The vertical merger links buyers with sellers. Backward vertical integration
involves the entry of a firm into the markets populated by its suppliers, while
forward vertical integration involves entry into the markets served by its
customers. Firms can often gain strategic advantages from vertical integration.
Vertical integration ensures stable sources of supply or distribution for an existing
firm but raises the costs--and perhaps even forecloses resources or distribution-to potential entrants.

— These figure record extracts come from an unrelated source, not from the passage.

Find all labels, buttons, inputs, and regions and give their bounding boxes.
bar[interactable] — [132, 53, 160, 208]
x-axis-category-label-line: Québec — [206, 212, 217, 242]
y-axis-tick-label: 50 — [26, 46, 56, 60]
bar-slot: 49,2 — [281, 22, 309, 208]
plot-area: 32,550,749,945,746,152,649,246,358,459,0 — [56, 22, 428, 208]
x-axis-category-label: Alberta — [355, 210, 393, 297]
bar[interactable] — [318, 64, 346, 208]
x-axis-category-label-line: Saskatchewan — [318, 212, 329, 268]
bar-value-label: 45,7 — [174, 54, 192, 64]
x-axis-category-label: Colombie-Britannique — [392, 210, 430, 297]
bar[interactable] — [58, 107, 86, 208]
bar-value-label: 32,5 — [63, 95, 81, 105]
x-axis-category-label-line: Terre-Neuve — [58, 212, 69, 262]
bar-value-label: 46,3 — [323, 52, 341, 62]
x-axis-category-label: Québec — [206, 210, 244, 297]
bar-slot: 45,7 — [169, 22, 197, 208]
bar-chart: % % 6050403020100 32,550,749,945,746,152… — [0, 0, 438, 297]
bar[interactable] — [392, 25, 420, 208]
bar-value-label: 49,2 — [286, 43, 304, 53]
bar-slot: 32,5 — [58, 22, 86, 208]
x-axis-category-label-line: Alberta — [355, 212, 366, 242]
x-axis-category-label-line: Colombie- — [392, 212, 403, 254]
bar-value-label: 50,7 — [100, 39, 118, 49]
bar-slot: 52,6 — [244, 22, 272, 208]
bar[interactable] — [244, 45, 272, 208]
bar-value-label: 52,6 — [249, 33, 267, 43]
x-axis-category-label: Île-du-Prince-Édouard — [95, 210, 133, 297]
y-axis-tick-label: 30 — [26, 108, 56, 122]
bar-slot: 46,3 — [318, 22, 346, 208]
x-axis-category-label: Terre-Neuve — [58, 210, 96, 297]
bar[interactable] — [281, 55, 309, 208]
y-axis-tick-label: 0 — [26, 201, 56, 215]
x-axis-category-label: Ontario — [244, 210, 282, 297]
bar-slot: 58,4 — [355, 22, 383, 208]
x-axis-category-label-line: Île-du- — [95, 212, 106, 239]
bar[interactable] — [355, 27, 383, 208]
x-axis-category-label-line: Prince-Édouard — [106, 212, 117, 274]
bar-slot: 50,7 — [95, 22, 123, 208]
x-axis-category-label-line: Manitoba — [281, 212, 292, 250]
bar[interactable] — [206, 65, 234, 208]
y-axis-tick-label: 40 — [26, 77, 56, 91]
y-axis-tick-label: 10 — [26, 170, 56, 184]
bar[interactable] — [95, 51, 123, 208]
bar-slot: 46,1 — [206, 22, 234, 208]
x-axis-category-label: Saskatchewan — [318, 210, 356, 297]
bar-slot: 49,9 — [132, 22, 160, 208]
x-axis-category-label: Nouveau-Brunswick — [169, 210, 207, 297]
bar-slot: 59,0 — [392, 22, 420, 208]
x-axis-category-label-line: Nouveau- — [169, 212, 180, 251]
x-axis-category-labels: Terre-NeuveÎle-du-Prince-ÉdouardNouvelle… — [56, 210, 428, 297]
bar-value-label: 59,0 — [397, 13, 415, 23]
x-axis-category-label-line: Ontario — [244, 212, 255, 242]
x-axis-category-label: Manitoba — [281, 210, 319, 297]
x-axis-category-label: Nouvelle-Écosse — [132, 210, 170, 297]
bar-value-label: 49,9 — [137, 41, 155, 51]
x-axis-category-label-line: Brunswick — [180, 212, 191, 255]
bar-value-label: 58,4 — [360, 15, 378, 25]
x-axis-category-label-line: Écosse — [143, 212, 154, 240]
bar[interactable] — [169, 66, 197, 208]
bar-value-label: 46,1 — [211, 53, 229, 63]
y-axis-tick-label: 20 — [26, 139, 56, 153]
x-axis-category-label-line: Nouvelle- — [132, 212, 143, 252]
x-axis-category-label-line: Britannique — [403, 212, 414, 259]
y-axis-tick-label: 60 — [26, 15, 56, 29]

Complementarity and economies of scope provide the rationale for many
companies to become conglomerates which are firms that produce in more than
one market. Conglomeration may allow an oligopolist to cross-subsidize, using
profits from one market to subsidize activities in another. Such flexibility may
daunt competitors. Furthermore, when firms face each other in multiple markets,
the possibilities for retaliation increase. Mutual forbearance- the unwillingness
to compete aggressively when firms face each other in many different markets- is
the result.ix
There are three types of conglomeration: market extension, product
extension, and pure conglomerate expansion:
(a)
Market extension occurs when the same product being delivered into
different markets- most often according to geographically determined
market boundaries. Market extension permits advantage to be taken of
any economies of scale that might exist in producing or marketing a good,
early information about competitive developments in other markets, and
learning effects from experimenting in different markets. It also prevents
potential competitors from gaining a toehold in other markets.
(b)
Product extension is expansion into closely related markets with very
similar products. Potential entrants are likely to come from producers of
substitutes, complementary goods, and goods which can be produced
together with accompanying economies of scope.
(c)
Pure conglomerate expansion occurs when a firm enters markets totally
unrelated to its own. While some economies of scope may result from
such conglomeration, there are often offsetting diseconomies from
excessive management burdens.
These different ways to formalize cooperation may bestow a strategic
advantage to an oligopolist through economies of scope, economies of scale,
elimination of a competitor, cross subsidization, foreclosing resource
accessibility, or foreclosing distribution channels.
(2)
Pricing Policy: In an oligopoly, firms are interdependent. A change in price may
trigger a retaliatory response by competitors which shifts a firm's demand curve.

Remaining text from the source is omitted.